Could we not, similarly, expand our own repertoire of scripts for those everyday events that define our normality?
We have been forced to confront an unprecedented reality of social distancing. Yet, we have risen to the occasion by re-writing our scripts for ‘work,’ ‘church,’ and ‘catching-up.’ These new scripts may seem intrusive and inferior to the original scripts – and perhaps, in some instances, they are. In other instances, however, they are not.
Social media are replete with stories of families spending more time with one another, extended families connecting through technology after many years of separation, and communities finding creative ways to show solidarity despite the mandatory physical distance. The scripts may have been revised, but the events remain the same: events that connect us with one another.

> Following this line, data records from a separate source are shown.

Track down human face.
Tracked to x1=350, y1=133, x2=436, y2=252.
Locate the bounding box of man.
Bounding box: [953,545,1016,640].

These revised scripts that define our ‘new normal’ give us a unique opportunity to identify unfamiliar ways of accomplishing familiar goals – ways which we may never have attempted without the imperative of social distancing. If we are willing to consider these revised social scripts as legitimate alternative versions of the scripts with which we were familiar, then perhaps we could walk away from this social distancing season with the gift of an expanded repertoire of social scripts.
About the author: Lily A. Arasaratnam-Smith is a Professor of Communication and the Deputy Vice President for Student Affairs at Alphacrucis College, Australia. Her area of expertise is intercultural communication.
[1] Arasaratnam, L. A. (2011). Perception and communication in intercultural spaces. Lanham, MD: University Press of America.